The attribution of a prosocial disposition (such that an individual is expected to engage in prosocial actions) may also be formed without the direct observation of prosocial behavior by that individual. For example, by at least 4 years of age, children view lucky individuals as more likely to engage in prosocial behavior (Olson et al., 2008). It is thus possible that during the first 5 years of life, children’s selective helping and sharing toward certain individuals, even in the absence of direct observation of those individuals’ prosocial actions (e.g., selective prosociality directed toward in-group members), may also be based on the attribution of a prosocial disposition. Future experimental paradigms may consider examining whether children engage in selective prosocial behavior toward individuals who demonstrate other positive traits that are not directly related to prosociality (e.g., health, strength, prestige, or intelligence).

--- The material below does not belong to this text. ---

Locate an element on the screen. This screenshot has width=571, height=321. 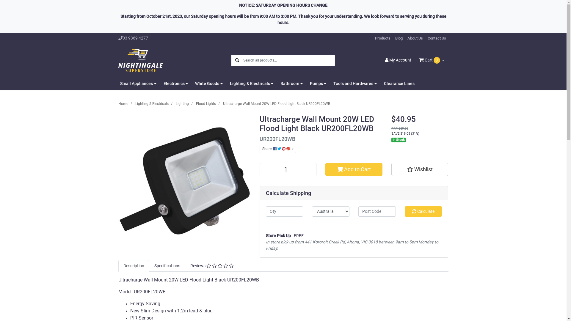
Home is located at coordinates (123, 104).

A viable, alternative proximate cause of selective prosocial behavior is that children may simply find some individuals more positive in a general sense and engage in selective partner choice based on this positivity. That is, at some ages and in some situations, a general sense of positivity may not be translated to a dispositional attribution, yet still may lead to selectivity. When a choice is available, children may, for example, direct their own positively valenced actions toward those who have engaged in positively valenced actions themselves or those who have a positively valenced trait (e.g., member of in-group) without an explicit expectation of reciprocity. Importantly, this is not a “kill joy” explanation. Indeed, similar proposals have been made for a possible mechanism guiding partner choice based reciprocity in non-human animals (e.g., Brosnan and de Waal, 2002; Schino and Aureli, 2010). Thus, consideration of the breadth of mechanisms that can lead to effective partner choice will provide a better understanding of both the ontogeny and phylogeny of prosocial behavior.
CONCLUSION
In sum, we suggest that many instances of early prosocial behavior produced by young children fit partner choice models of reciprocity. Recent findings suggest that early helping and sharing behaviors are often selective in terms of recipient, with selectivity based on the observation of previous actions and interactions, as well as featural characteristics of the potential recipients. The proximate causes of selective partner choice in early development require further study and may differ across age and situation, but likely candidate mechanisms range from expectations of reciprocity based on the attribution of prosocial dispositions to a more general motivation to direct positively valenced behaviors toward positively valenced individuals. The application of partner choice and partner control models to the study of childhood prosocial development—in sum, the study of reciprocity—in turn sheds light on the factors that encourage or discourage prosocial behavior in our early social interactions.
Conflict of Interest Statement
The authors declare that the research was conducted in the absence of any commercial or financial relationships that could be construed as a potential conflict of interest.